What Do the Pew Data Tell Us?
More than 9 million women have gone online for the first time during the past 6 months, and this surge has led to gender parity in the internet population. It has also reshaped America's social landscape because women have used e-mail to enrich their important relationships and enlarge their networks. The internet has the opposite of an isolating effect on these users. Women report that e-mail has helped them to improve connections to their relatives and friends. More women than men say that they are attached to e-mail and pleased with how it helps them.
Access
Examining several Pew reports that touch on the demographics of gender and the gendered use of the internet, we might conclude that gender parity has been reached.1 Data reinforce the view that the internet has become domesticated; it is now woven into the daily lives of Americans. For many women, information and communication technologies (ICTs) have become a routine part of the mundane.
Tracking Online Life (2000) revealed that gender parity had been reached; women make up half of internet users, with older women getting online at a slightly higher rate than other users (Wired Seniors, 2001). Women are characterized as "Instant Acolytes" because they are the fastest growing group of people getting online; three of five women (58%) were Instant Acolytes in 2000, compared with 50% of the entire internet population (New Internet Users, 2000). Instant Acolytes were further characterized as "more female, less wealthy, and less educated than the overall internet population" in March 2000. In particular, the percentage of women ages 18 to 24 years who became Instant Acolytes grew from 44% in 1998 to 59% in 2000. Women between 30 and 45 years of age were 61% of internet Acolytes in 2000, compared with 57% in 1998. Furthermore, more women today are "Net Joiners" (i.e., people who join various online groups after being on the internet for a while), particularly those who are younger, are non-white, have a lower household income and less education, and are relatively new to the internet.
Gender differences in access are revealed, however, when ethnicity is taken into account. Among African Americans, women are more likely to be online than are men (56% vs. 44%), with women comprising 61% of internet newcomers. African Americans online tend to have lower incomes and lower educational levels than their white counterparts, and 56% of African American users are under 34 years of age, compared with 40% of white users.
Among Asian Americans, more men are online than are women (58% vs. 42%), with Asian Americans who speak English the largest and most experienced group of people online (Asian Americans and the Internet, 2001). Asian Americans are the most experienced racial and ethnic group on the internet, with more veteran users (55% of them came online more than 3 years ago). Of those, 40% of Asian American women are veterans, with nearly three quarters of them having 2 or more years of experience; this is contrasted with white women (29%), African American women (23%), and Hispanic women (25%). New Asian American women users (i.e., those who have been on the internet less than 6 months) comprise less than 10%; this is contrasted with white women (15%), African American women (23%), and Hispanic women (20%).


The problem. The number needed is how many lines of the data hold the string "nearest". Give that number and nothing more.

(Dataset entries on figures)
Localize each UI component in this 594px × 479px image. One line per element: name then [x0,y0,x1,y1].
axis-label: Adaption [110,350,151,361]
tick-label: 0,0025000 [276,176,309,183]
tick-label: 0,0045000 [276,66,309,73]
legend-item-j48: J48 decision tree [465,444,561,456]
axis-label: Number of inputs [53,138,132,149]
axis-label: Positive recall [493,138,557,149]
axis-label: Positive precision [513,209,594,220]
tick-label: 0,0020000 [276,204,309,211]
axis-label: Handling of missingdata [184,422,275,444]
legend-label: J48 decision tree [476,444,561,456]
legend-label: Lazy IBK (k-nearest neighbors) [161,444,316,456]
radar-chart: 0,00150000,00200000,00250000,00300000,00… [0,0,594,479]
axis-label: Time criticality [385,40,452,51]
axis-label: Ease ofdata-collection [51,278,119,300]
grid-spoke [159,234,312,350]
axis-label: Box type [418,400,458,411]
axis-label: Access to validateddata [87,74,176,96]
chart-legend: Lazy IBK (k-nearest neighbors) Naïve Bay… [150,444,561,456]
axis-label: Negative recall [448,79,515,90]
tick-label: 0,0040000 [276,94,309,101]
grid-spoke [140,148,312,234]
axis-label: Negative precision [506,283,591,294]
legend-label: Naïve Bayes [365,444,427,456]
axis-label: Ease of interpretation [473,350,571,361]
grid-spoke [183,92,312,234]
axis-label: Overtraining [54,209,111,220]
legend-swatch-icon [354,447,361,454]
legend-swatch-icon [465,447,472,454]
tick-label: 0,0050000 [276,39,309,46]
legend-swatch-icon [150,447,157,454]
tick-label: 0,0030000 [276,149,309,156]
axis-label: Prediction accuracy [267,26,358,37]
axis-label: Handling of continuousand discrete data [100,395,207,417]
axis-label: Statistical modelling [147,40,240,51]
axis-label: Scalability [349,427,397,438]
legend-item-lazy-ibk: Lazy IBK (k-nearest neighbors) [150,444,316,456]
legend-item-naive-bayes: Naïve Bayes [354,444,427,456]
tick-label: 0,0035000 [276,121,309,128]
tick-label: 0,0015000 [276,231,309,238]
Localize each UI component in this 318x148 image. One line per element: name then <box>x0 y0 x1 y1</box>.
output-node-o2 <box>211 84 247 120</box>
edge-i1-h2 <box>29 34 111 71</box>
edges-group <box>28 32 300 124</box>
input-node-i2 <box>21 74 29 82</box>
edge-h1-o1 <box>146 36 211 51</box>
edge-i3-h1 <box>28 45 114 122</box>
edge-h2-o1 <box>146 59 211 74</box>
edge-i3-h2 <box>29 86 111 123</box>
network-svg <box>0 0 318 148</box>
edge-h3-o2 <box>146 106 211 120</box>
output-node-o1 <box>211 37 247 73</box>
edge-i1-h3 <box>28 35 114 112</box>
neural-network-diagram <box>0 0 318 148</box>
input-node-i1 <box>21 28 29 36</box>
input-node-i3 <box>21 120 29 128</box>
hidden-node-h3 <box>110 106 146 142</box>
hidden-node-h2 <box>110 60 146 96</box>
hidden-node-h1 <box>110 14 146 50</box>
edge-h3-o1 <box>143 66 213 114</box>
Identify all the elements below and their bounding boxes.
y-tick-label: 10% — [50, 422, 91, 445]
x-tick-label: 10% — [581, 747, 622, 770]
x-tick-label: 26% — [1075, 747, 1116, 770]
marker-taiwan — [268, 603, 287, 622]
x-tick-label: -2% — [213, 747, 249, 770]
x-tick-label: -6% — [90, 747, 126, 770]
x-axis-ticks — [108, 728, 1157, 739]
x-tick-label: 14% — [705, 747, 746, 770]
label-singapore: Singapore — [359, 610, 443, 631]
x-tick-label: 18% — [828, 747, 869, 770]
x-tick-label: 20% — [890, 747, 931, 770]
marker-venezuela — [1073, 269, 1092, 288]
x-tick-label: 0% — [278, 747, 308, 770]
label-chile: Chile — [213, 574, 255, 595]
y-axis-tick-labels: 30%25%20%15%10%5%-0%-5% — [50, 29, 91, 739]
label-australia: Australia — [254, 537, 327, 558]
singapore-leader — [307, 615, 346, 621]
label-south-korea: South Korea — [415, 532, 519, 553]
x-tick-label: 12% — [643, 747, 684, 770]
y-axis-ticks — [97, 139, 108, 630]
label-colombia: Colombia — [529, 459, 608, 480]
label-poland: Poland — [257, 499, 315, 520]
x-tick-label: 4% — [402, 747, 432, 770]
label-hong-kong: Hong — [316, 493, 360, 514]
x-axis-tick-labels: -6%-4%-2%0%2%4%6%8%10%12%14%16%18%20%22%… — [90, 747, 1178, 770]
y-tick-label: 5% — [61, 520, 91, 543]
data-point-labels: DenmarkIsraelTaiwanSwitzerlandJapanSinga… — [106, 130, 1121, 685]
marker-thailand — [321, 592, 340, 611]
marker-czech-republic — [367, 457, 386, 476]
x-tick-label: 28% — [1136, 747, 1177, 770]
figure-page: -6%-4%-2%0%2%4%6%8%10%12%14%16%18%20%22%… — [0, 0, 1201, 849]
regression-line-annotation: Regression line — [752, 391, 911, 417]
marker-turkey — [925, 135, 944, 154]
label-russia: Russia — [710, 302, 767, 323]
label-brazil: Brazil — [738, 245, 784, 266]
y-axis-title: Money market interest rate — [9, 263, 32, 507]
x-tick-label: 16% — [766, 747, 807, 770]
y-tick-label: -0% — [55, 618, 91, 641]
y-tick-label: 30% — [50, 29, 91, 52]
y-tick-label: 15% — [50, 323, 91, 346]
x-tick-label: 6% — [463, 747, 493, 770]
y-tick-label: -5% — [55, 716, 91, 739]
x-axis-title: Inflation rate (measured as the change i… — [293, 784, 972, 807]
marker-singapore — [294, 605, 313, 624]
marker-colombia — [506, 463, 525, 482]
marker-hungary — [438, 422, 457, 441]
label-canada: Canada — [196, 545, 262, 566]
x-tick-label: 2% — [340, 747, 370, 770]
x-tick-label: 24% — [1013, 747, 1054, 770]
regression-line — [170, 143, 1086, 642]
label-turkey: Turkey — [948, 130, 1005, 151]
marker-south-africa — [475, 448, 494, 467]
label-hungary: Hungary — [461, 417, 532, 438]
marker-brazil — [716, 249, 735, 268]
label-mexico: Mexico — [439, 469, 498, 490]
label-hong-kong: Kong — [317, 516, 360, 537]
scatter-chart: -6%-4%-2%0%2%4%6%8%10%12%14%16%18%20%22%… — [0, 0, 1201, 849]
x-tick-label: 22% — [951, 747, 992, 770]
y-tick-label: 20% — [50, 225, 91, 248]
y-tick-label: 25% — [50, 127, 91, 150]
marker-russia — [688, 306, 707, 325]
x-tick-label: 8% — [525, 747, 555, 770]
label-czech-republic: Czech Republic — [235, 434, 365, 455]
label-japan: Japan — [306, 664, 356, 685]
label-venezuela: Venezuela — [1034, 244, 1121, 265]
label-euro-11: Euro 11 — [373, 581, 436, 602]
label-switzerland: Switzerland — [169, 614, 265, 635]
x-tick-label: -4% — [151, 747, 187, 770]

Your response. 3